I'm sure it was nice for Mom, even when it fell on Friday.  She was known to just make us scrambled eggs for supper on some Fridays.  Had to be an easy meal for her to make, since all suppers with Pop had to include potatoes (baked or mashed) and one of a very short list of vegetables--the aforementioned kidney beans, lima beans, peas and green beans.  Pop did not like broccoli, cauliflower, squash, including zucchini, and others that had never even occurred to us in those days as well, I'm sure.  So we got broccoli and cauliflower at times with our burgers.

Ah, but there was a down side to all this.  Mom loved liver and onions, and Pop didn't.  Consequently, there were a number of those suppers without Pop where Mom got to serve her favorite dish--no matter what the kids thought of liver--she loved it.  

I almost saved this one for another time, but the fireman's schedule produced another classic expression that survived even beyond his retirement after thirty years in the Chicago Fire Department--that was "Pop had a fire last night."  This was offered as an explanation for the occasional times my father had a short fuse.  If it was on the day after his working day in the rotation, he might or might not have slept, depending on whether or not there were a lot of calls.  "Pop had a fire last night" covered any time you got a serious bawling out over a minor offense of some kind.

Another useful expression took on greater meaning for us.  "Wait 'til your Father gets home" could be a long, seemingly interminable wait for your punishment for some offense or other--meaning part of the pain was the extended wait until your punishment actually took place.  I shudder just thinking about it.

Ah well, most of the time, being extra happy one day in three was a darn good thing.  Beats some weeks I can remember after I had grown up.

Saturday, June 21, 2014

I Was Watching (Project Nine)

I Was Watching (Project Nine)


Each step brought us closer, just under two feet closer, to be accurate.  He was headed for the pool, hurrying to join the rest already there.  They were sitting in the shade, thank God.  He dropped his keys, the book and towel, and looked at the group.  I could see that some had no plans to move, leaning back, yakking, looking comfortable already.  The two grands were in the water, talking to (or over) each other as they bobbed on the top.  As he kicked off his sandals, I breathed a silent prayer of thanks.
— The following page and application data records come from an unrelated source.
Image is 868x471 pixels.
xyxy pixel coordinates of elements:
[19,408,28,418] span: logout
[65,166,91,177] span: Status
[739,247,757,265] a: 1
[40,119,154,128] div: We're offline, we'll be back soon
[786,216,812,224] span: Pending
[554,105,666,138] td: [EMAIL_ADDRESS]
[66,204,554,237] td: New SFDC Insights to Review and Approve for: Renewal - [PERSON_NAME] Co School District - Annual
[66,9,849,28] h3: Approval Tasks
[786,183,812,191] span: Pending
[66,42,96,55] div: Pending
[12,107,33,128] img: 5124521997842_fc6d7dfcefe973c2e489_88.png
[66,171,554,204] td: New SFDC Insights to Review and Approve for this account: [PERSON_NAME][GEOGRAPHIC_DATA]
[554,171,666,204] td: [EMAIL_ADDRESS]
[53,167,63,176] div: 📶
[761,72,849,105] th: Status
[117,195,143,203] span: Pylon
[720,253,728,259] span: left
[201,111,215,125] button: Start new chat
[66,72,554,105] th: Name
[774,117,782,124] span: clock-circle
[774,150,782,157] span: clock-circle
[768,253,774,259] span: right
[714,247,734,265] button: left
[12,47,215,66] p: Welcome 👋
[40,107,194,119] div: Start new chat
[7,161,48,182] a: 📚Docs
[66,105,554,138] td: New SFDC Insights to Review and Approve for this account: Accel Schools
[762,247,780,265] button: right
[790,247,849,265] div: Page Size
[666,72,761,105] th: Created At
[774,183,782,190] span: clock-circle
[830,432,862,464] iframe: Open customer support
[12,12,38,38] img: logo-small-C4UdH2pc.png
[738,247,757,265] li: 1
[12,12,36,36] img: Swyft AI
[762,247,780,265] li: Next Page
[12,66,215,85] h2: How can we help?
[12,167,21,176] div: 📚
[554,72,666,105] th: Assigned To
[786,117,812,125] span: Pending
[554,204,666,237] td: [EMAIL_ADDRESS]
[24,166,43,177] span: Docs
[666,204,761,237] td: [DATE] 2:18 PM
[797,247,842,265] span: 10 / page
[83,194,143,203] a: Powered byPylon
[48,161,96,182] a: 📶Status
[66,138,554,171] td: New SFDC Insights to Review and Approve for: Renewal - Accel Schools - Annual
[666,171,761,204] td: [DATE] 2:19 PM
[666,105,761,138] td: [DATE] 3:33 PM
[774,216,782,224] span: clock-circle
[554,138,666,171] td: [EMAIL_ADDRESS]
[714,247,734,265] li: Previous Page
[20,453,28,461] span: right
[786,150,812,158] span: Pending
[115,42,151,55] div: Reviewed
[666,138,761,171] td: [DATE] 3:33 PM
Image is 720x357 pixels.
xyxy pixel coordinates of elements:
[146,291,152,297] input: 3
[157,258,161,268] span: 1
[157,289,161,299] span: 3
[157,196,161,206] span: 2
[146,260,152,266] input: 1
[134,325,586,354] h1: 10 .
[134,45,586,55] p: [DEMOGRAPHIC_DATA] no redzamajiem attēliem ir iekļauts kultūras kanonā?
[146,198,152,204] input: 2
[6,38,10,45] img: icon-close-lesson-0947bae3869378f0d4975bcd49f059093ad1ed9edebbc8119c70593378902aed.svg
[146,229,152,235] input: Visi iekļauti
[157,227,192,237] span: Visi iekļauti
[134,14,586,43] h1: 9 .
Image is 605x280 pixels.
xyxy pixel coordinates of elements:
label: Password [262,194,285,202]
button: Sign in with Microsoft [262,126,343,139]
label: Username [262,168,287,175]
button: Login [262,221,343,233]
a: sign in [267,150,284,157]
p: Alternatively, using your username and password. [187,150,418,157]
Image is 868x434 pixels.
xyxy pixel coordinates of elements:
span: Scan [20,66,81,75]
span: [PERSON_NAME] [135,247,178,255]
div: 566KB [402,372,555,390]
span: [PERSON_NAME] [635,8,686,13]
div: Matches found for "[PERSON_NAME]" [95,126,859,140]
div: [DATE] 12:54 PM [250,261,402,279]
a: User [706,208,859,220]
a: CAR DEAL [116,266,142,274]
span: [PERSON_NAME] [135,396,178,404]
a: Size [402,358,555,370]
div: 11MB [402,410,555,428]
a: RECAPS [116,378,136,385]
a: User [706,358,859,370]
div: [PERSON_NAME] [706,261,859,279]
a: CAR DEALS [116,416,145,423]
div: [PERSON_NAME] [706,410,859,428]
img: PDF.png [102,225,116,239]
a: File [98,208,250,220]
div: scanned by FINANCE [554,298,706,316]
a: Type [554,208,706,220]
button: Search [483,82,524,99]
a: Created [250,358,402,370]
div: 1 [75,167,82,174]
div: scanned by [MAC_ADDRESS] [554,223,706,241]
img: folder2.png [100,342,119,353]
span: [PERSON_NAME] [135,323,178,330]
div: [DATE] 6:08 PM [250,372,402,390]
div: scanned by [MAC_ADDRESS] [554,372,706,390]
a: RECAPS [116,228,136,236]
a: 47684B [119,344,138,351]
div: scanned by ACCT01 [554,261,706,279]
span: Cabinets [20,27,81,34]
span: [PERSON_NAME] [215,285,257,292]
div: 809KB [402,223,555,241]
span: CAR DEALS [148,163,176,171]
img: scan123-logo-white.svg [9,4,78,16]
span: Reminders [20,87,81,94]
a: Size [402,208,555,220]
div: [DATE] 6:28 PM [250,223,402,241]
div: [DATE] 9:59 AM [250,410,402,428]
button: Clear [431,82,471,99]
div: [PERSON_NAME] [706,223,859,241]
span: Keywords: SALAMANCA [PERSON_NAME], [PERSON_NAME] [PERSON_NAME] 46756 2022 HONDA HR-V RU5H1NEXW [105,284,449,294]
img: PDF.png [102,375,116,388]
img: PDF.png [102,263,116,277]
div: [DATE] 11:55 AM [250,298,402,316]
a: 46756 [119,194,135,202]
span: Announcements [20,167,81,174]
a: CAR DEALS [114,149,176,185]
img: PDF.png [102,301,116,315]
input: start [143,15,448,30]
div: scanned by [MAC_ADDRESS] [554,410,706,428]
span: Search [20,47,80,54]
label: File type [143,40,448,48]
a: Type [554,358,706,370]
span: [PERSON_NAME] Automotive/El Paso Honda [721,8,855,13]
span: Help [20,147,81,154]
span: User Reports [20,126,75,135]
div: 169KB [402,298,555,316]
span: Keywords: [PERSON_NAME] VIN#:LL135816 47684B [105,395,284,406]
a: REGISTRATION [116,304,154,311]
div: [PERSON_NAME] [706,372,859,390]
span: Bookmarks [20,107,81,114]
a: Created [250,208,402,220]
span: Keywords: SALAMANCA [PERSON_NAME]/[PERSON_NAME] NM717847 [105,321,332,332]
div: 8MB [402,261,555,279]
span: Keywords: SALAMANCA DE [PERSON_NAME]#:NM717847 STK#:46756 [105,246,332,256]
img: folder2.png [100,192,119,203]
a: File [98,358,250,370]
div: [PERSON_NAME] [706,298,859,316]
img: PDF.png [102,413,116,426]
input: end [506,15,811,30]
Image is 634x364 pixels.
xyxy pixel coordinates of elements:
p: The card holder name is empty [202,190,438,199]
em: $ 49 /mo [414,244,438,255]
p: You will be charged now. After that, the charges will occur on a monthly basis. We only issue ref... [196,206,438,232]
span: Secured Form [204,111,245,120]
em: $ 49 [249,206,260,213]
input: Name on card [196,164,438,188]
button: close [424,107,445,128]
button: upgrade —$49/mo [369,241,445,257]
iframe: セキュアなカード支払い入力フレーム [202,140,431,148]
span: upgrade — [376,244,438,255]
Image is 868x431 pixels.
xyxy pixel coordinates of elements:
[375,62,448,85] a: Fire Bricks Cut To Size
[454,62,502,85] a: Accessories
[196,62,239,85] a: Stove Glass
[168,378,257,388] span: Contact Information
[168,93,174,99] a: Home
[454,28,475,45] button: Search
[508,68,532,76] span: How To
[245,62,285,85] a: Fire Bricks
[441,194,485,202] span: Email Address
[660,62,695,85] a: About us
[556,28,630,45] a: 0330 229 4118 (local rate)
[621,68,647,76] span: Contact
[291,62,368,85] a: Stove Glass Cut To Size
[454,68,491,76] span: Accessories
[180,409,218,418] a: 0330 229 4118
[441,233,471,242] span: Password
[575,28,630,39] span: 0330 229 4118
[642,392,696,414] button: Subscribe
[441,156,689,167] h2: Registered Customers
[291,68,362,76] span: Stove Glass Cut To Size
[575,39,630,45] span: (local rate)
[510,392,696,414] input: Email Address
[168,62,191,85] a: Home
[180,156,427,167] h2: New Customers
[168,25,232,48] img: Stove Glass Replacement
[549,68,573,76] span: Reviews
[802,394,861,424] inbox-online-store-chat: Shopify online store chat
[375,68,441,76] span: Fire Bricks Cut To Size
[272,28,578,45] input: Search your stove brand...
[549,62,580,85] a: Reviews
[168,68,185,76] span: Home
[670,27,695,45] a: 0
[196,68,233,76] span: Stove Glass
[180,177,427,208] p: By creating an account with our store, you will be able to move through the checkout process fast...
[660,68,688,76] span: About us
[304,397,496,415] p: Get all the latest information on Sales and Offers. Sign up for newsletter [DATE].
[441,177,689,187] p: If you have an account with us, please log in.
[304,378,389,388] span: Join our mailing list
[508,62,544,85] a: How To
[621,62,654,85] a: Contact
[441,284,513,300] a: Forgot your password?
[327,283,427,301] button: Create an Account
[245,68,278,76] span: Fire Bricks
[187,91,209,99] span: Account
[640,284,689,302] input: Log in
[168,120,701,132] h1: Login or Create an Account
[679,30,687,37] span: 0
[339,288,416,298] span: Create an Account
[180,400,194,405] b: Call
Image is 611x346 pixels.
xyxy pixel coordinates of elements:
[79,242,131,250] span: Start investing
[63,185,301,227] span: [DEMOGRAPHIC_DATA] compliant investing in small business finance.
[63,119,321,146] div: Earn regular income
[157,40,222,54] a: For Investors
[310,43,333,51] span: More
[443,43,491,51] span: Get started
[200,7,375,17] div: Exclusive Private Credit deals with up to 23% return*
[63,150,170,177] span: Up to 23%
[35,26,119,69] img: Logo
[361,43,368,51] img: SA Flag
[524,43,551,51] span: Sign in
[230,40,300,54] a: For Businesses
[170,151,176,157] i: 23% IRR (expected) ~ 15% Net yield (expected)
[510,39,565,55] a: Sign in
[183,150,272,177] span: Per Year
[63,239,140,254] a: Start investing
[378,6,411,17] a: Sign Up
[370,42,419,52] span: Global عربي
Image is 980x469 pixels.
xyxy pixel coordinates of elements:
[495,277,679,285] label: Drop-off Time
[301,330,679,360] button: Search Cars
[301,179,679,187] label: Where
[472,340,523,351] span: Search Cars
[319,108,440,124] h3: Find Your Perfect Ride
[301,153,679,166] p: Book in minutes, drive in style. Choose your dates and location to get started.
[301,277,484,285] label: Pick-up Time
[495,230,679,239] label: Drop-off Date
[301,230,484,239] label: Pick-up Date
He headed for the water, stepping down, holding the rail tentatively.  He's not as confident about steps  these days, it's just a given.  But quickly into the cool of the pool he plunged.  We all needed it as much as he did, I didn't need to take a poll.  The grands turned and grinned, paddling to keep their heads atop the water, with middling success.

I couldn't tell how well they were doing, since he was standing in the pool, sagging to get his shoulders into the water's cooling influence.  But he was happy, that I knew at once (and so was I).  He turned to see those sitting in the shade, teasing them about staying out and keeping dry.  They ignored him, so he stopped and eased back into the cooling water.  He didn't need them to know what he enjoyed.  But like most things these days, he found it pleased him only for a minute or two.

Soon, he had decided to step up and out, letting the water run off his chest and stomach, and down his calves, dripping from his trunks as well.   A shout made him turn, too quickly; scraping his toe, nearly tripping, too.  The youngest grand had swallowed when he should have breathed and was panicked.  He half-jumped, and didn't land, dipping below the water's surface for a moment.  He kept moving in their direction, his own panic starting up as well.  He grabbed, caught an arm and pulled, stomping his foot hard, banging the front knuckle, scraping the top as well....  Soon, neither were panicked, one was choking; soon both did.  One with some kind of physical relief--breathing air, the other relieved in his head, but just as surely feeling the relief.  All except for me, the toe, bleeding now, scraped, stubbed, and throbbing.